Mr Kitt said a key priority would be to raise the public profile of development issues in Ireland and to generate greater understanding of what is being achieved with the €350 million annual aid budget.

The Minister said he planned greater co-operation with the private sector in Ireland on development issues, as well as major new initiatives in the areas of education, agriculture and communications technology. Ireland Aid is also launching a new website next month. Some 90 per cent of respondents to the survey said they were "very much for" or "on the whole for" helping developing countries.

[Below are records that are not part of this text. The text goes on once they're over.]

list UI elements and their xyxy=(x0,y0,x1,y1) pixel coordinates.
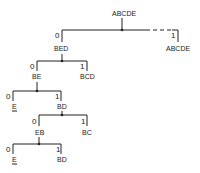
level3-right-bit: 1 xyxy=(55,92,60,101)
level4-left-label: EB xyxy=(35,129,45,136)
level2-left-bit: 0 xyxy=(30,62,35,71)
level5-left-label: E xyxy=(12,156,17,163)
level4-right-bit: 1 xyxy=(81,117,86,126)
root-label: ABCDE xyxy=(112,10,136,17)
level3-left-label: E xyxy=(12,103,17,110)
level1-right-bit: 1 xyxy=(171,31,176,40)
level3-left-bit: 0 xyxy=(6,92,11,101)
level5-right-label: BD xyxy=(57,156,67,163)
tree-diagram: ABCDE 0 BED 1 ABCDE 0 BE 1 BCD 0 E 1 BD … xyxy=(0,0,200,173)
level4-right-label: BC xyxy=(82,129,92,136)
level2-right-label: BCD xyxy=(80,73,95,80)
level1-right-label: ABCDE xyxy=(166,45,190,52)
level1-left-bit: 0 xyxy=(55,31,60,40)
tree-diagram-svg: ABCDE 0 BED 1 ABCDE 0 BE 1 BCD 0 E 1 BD … xyxy=(0,0,200,173)
level2-right-bit: 1 xyxy=(80,62,85,71)
level1-left-label: BED xyxy=(54,45,68,52)
level3-right-label: BD xyxy=(57,103,67,110)
level5-left-bit: 0 xyxy=(6,145,11,154)
level4-left-bit: 0 xyxy=(32,117,37,126)
level2-left-label: BE xyxy=(32,73,42,80)
level5-right-bit: 1 xyxy=(56,145,61,154)
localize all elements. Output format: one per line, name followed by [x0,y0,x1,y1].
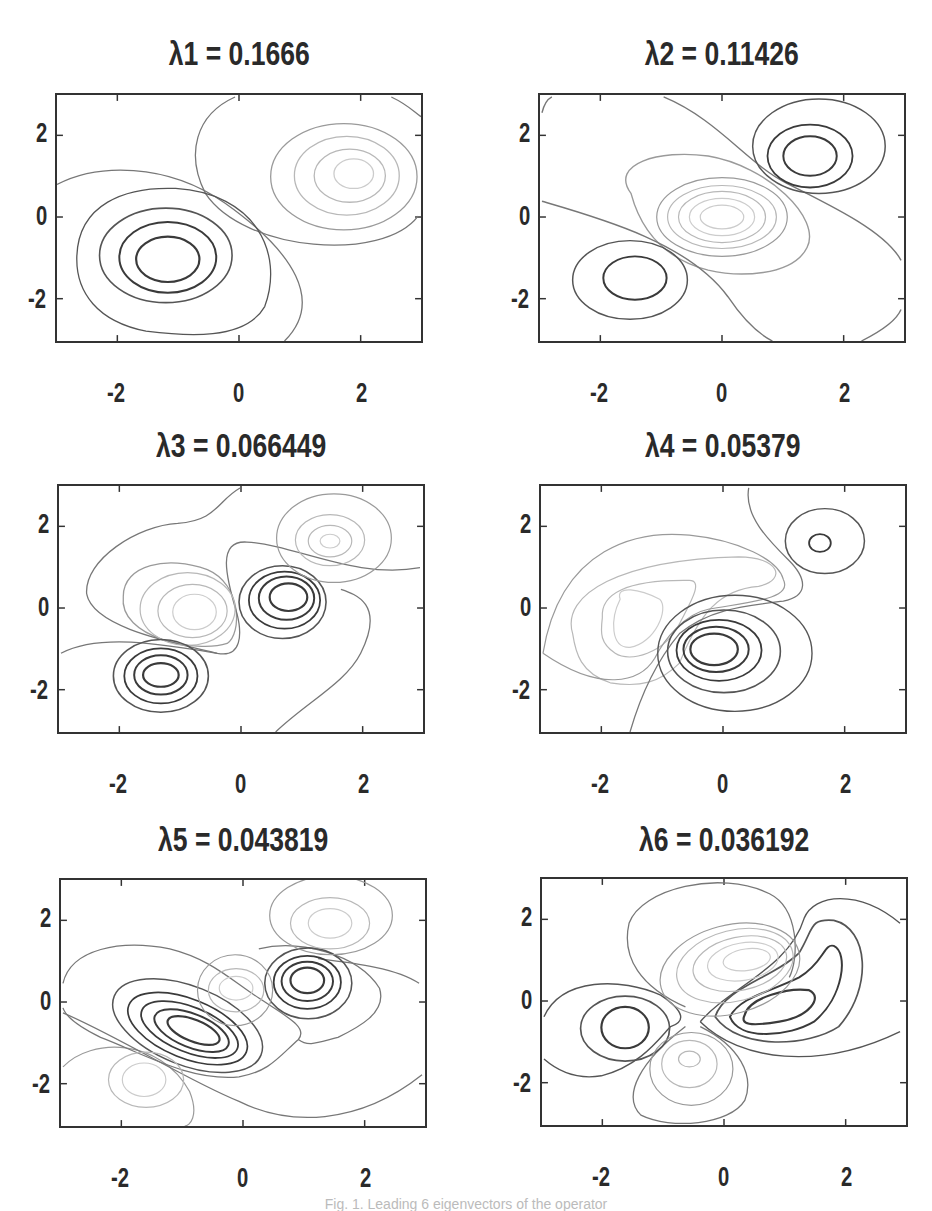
contour-lines [61,880,425,1126]
contour-plot-area [540,877,908,1127]
contour-ring [689,198,754,235]
contour-line [601,580,695,657]
contour-plot-area [539,484,907,734]
contour-line [63,1047,194,1126]
subplot-title: λ3 = 0.066449 [7,426,475,465]
y-tick-label: -2 [493,677,533,704]
contour-ring [658,595,812,711]
subplot-title: λ4 = 0.05379 [489,426,932,465]
figure-caption: Fig. 1. Leading 6 eigenvectors of the op… [0,1196,932,1211]
contour-line [664,97,901,260]
contour-line [700,1022,900,1057]
y-tick-label: 0 [494,987,534,1014]
contour-ring [573,241,688,320]
contour-ring [294,136,399,215]
contour-ring [173,594,217,629]
contour-lines [57,95,421,341]
y-tick-label: 0 [13,988,53,1015]
contour-ring [290,968,324,994]
subplot-title-text: λ3 = 0.066449 [156,426,326,465]
contour-plot-area [57,484,425,734]
contour-line [614,590,663,648]
subplot-title-text: λ2 = 0.11426 [645,34,799,73]
x-tick-label: 0 [218,1165,268,1192]
contour-ring [690,634,737,665]
contour-lines [541,486,905,732]
y-tick-label: 0 [492,203,532,230]
contour-ring [270,880,393,955]
contour-ring [704,937,781,986]
contour-ring [320,534,340,548]
contour-ring [581,996,670,1061]
x-tick-label: 2 [341,1165,391,1192]
y-tick-label: -2 [13,1071,53,1098]
contour-ring [136,237,199,282]
contour-lines [59,486,423,732]
contour-ring [657,178,788,257]
y-tick-label: -2 [9,286,49,313]
subplot-lambda4: λ4 = 0.05379 20-2-202 [466,392,932,787]
contour-line [57,170,302,341]
subplot-lambda1: λ1 = 0.1666 20-2-202 [0,0,466,395]
subplot-title-text: λ1 = 0.1666 [169,34,310,73]
contour-ring [140,573,235,646]
contour-plot-area [59,878,427,1128]
contour-plot-area [538,93,906,343]
subplot-lambda2: λ2 = 0.11426 20-2-202 [466,0,932,395]
contour-ring [700,205,744,229]
subplot-title: λ6 = 0.036192 [490,820,932,859]
y-tick-label: -2 [11,677,51,704]
contour-ring [783,136,836,175]
contour-line [87,542,420,654]
contour-line [87,488,240,594]
contour-ring [295,515,364,566]
contour-ring [271,124,417,230]
contour-ring [308,525,352,556]
contour-ring [662,1040,717,1087]
y-tick-label: 2 [13,905,53,932]
contour-plot-area [55,93,423,343]
contour-ring [118,978,258,1080]
subplot-title: λ1 = 0.1666 [5,34,473,73]
contour-line [542,97,552,113]
contour-ring [768,125,853,188]
subplot-title: λ2 = 0.11426 [488,34,932,73]
y-tick-label: 0 [9,203,49,230]
contour-line [744,990,815,1025]
subplot-title: λ5 = 0.043819 [9,820,477,859]
contour-ring [601,1007,648,1048]
contour-lines [542,879,906,1125]
contour-line [77,188,271,334]
y-tick-label: 2 [11,511,51,538]
contour-ring [219,976,253,1000]
contour-ring [308,909,352,939]
contour-line [861,310,901,341]
x-tick-label: -2 [95,1165,145,1192]
contour-ring [314,149,385,202]
contour-ring [143,663,179,687]
subplot-title-text: λ4 = 0.05379 [645,426,801,465]
contour-ring [208,969,263,1012]
subplot-lambda6: λ6 = 0.036192 20-2-202 [466,786,932,1181]
subplot-title-text: λ5 = 0.043819 [158,820,328,859]
contour-ring [785,509,864,574]
contour-ring [753,99,886,193]
contour-ring [334,159,374,189]
contour-ring [277,494,392,583]
contour-line [391,97,421,117]
contour-ring [603,256,666,299]
contour-lines [540,95,904,341]
y-tick-label: 2 [492,120,532,147]
contour-ring [679,1051,701,1067]
contour-ring [809,534,831,552]
contour-ring [270,583,308,611]
contour-ring [668,186,777,249]
y-tick-label: 2 [9,120,49,147]
y-tick-label: 2 [494,904,534,931]
y-tick-label: 0 [493,594,533,621]
x-tick-label: 2 [822,1164,872,1191]
contour-ring [108,1052,183,1107]
contour-ring [122,1063,166,1096]
y-tick-label: 0 [11,594,51,621]
subplot-lambda3: λ3 = 0.066449 20-2-202 [0,392,466,787]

Most people get their information on the developing world from the media, with 92 per cent citing television news as the source, 65 per cent newspapers, and 45 per cent other television programmes. Asked to name the most serious problems facing developing countries, respondents identified natural disasters, war and conflict, and corruption.

Some 22 per cent said the Government's commitment to aid was too high, and 47 per cent said it was "about right". Only 15 per cent said it was too low.

Half of those asked had "no idea" how much money the Government spent on aid, and nearly everyone else underestimated the amount.

The findings were a "wake-up call" on the effectiveness of public information, Ms Maeve Collins of Ireland Aid told a seminar on the survey. Public understanding of development was "incomplete and vague", she said, and it would be "an uphill struggle" to change this.

However, Mr Howard Dalzell of Concern said it would be wrong to read too much into the research. There were many inconsistencies in the answers, he pointed out, and many people had given "virtuous" or "approved" answers.

"For example, people think aid is good but they don't know how much there is of it." Ireland Aid needed to remember that marketing wasn't "everything".